● ACTION ITEM:
Would you retype exactly the lines below, from the one containing "The height and" through the end of the entries, both ends included, but not the pictures?

######

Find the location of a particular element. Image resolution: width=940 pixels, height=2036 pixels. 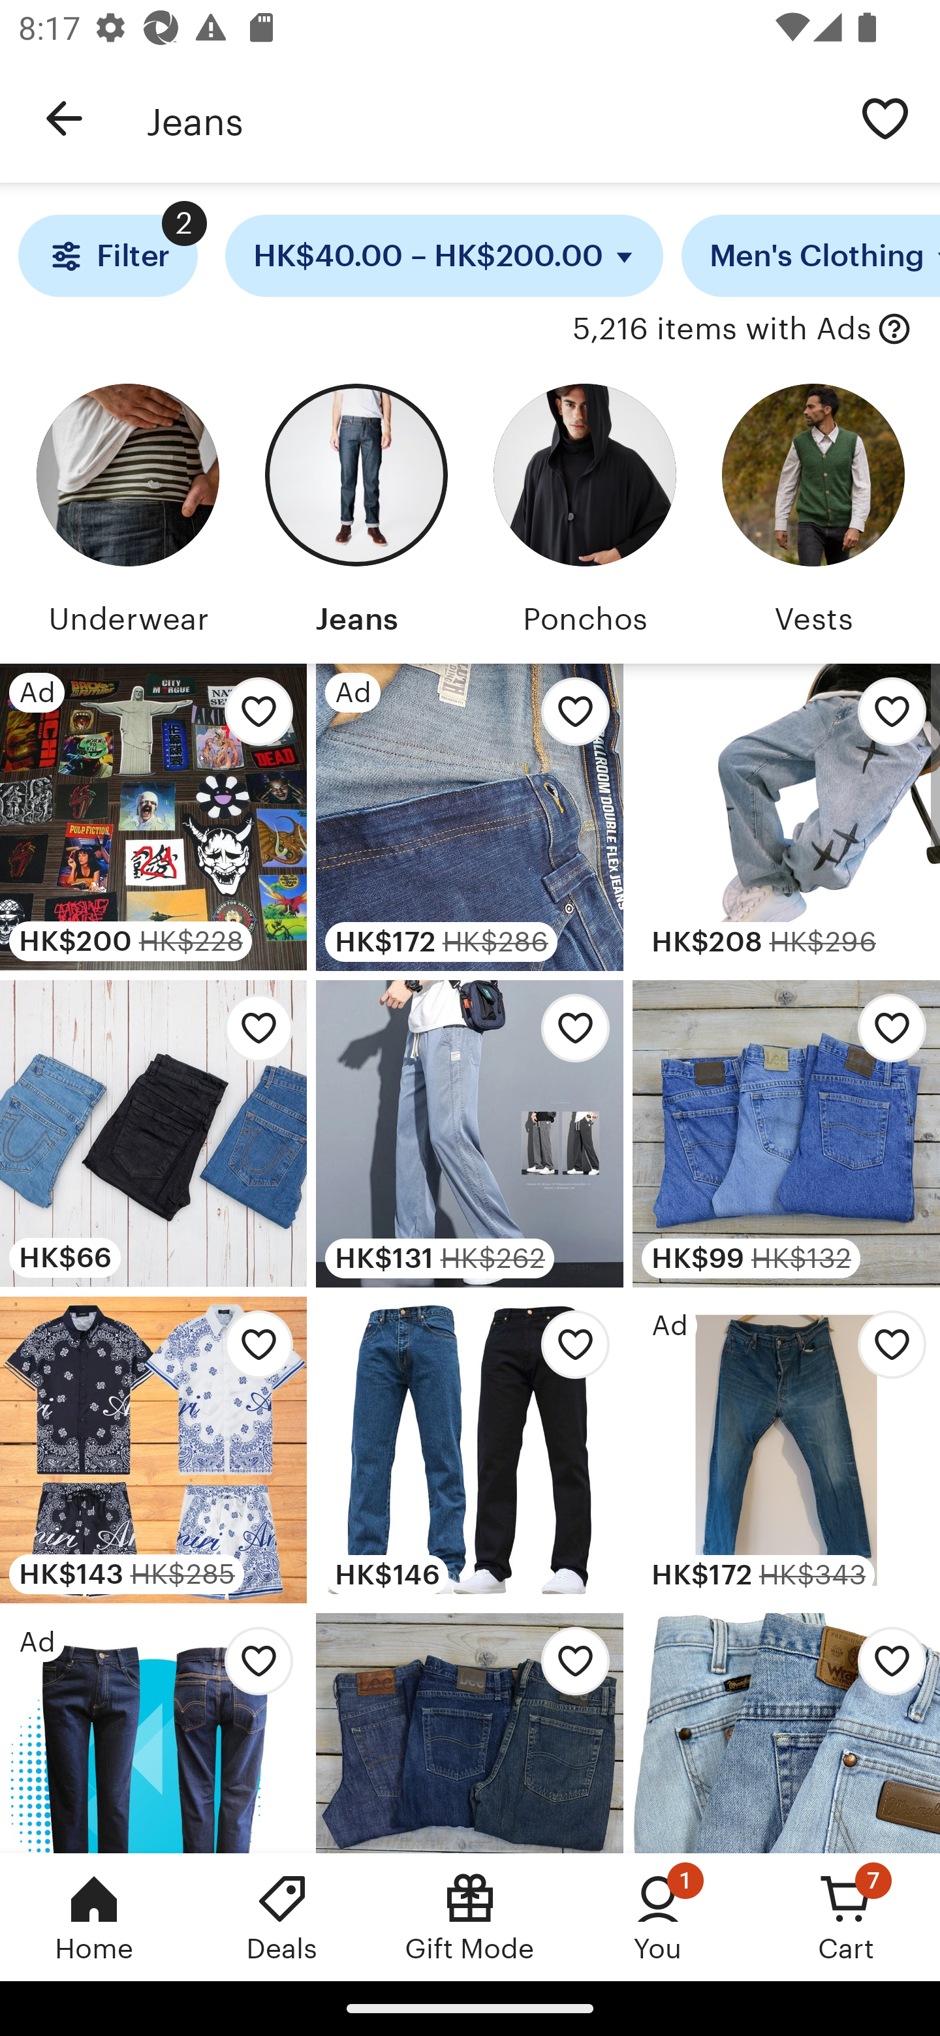

Men's Clothing is located at coordinates (811, 256).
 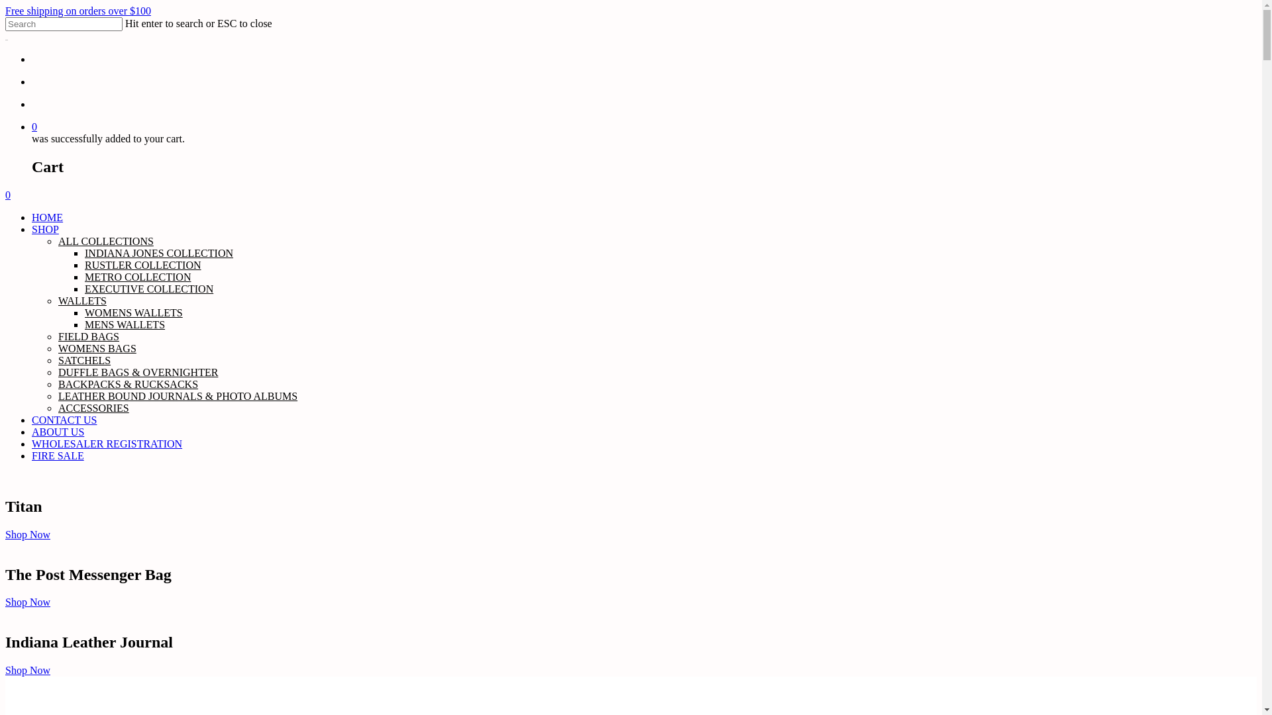 What do you see at coordinates (78, 11) in the screenshot?
I see `Free shipping on orders over $100` at bounding box center [78, 11].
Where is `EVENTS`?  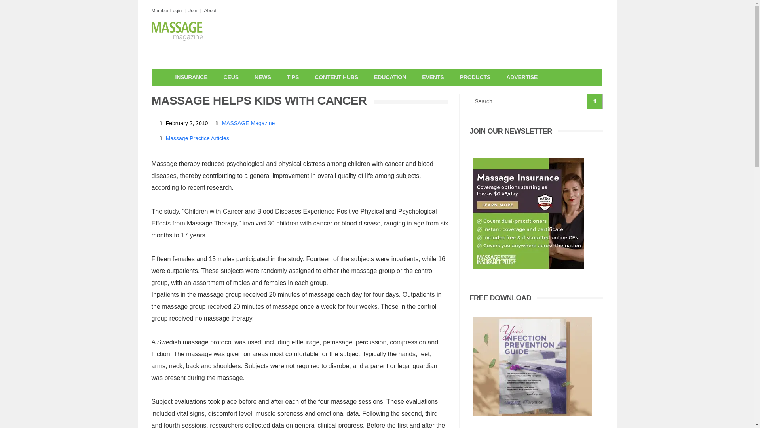
EVENTS is located at coordinates (433, 77).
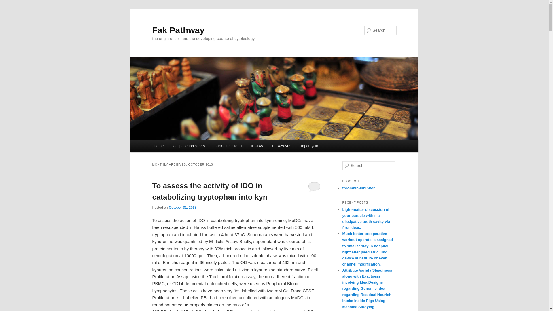 This screenshot has width=553, height=311. I want to click on Fak Pathway, so click(178, 30).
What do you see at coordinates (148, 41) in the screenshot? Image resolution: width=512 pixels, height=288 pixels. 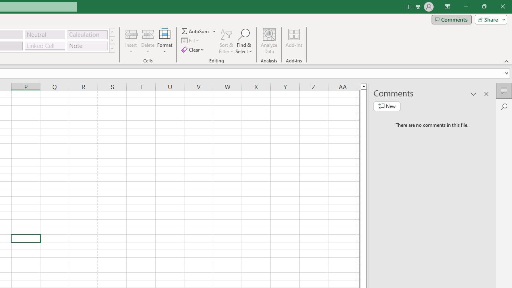 I see `Delete` at bounding box center [148, 41].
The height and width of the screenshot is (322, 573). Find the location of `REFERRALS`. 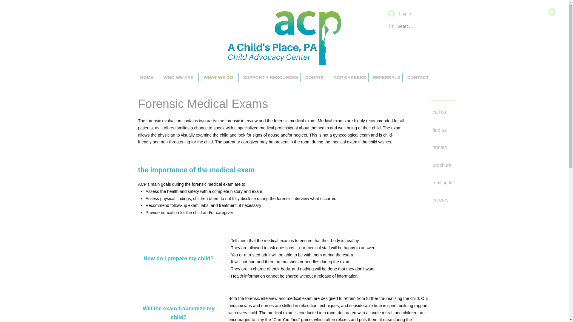

REFERRALS is located at coordinates (385, 78).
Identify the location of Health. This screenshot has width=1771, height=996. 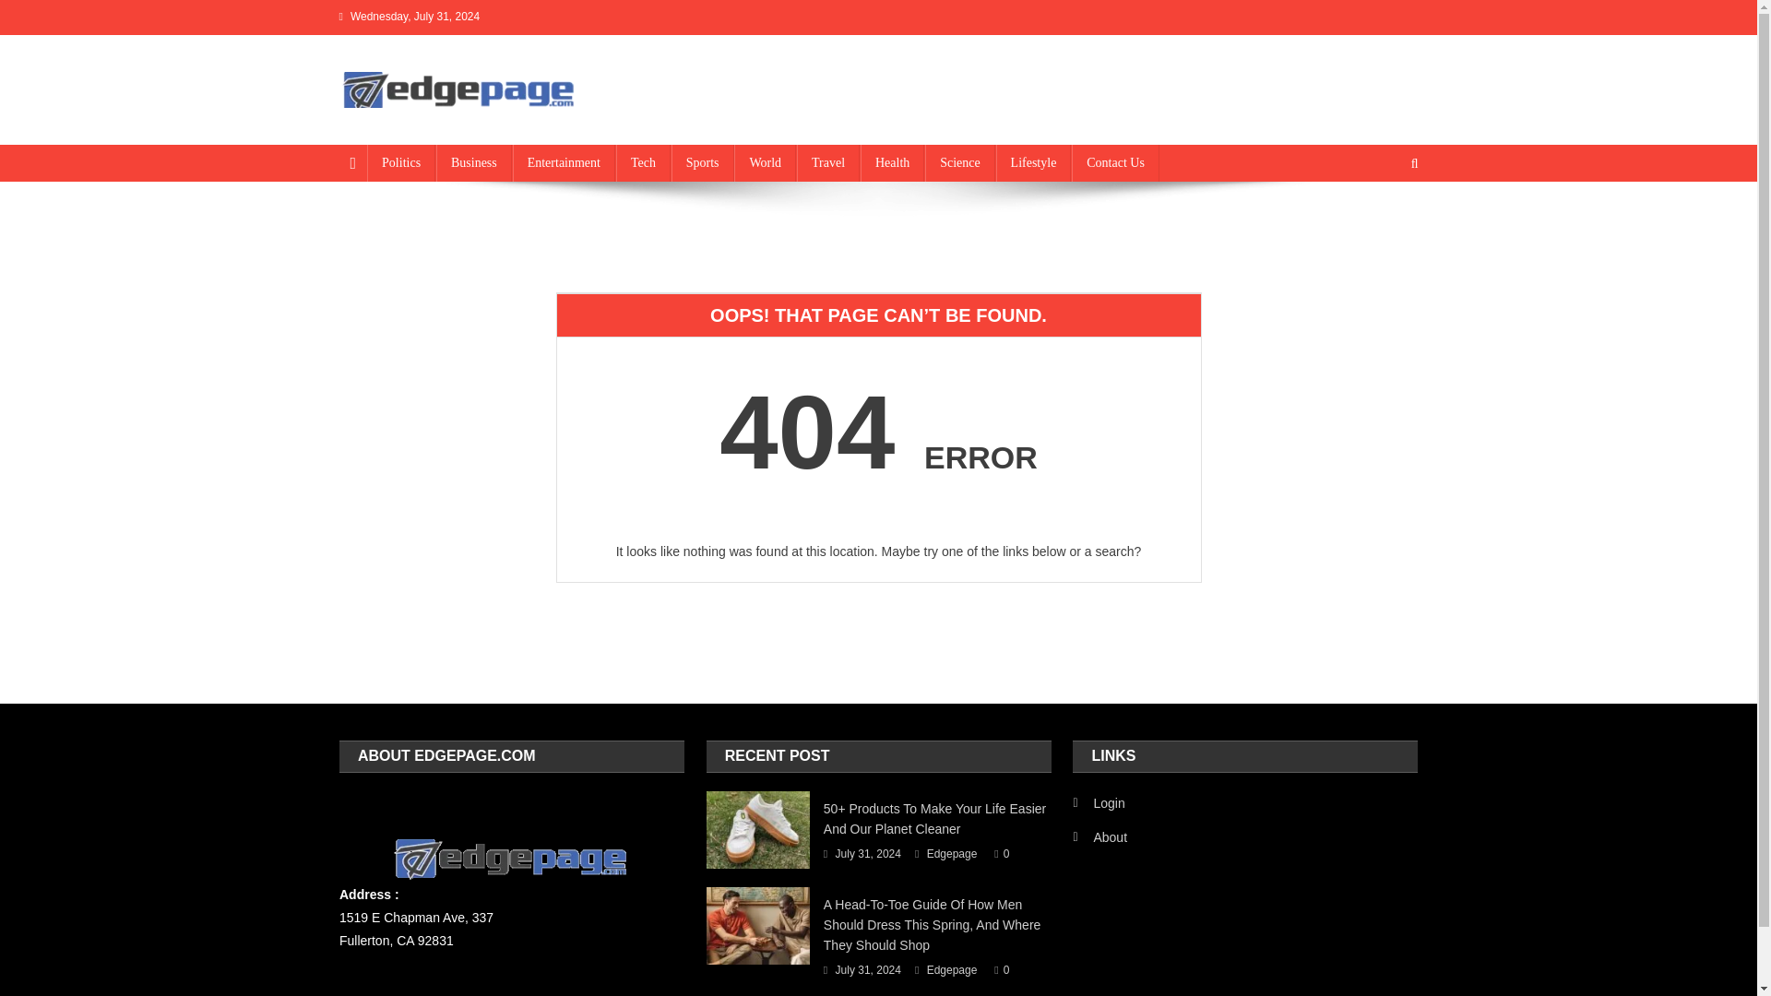
(893, 162).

######

● ANSWER FOR THIS EXERCISE:
The height and width of the screenshot is (322, 573). Find the location of `REFERRALS`. 

REFERRALS is located at coordinates (385, 78).
Identify the location of Health. This screenshot has width=1771, height=996. 
(893, 162).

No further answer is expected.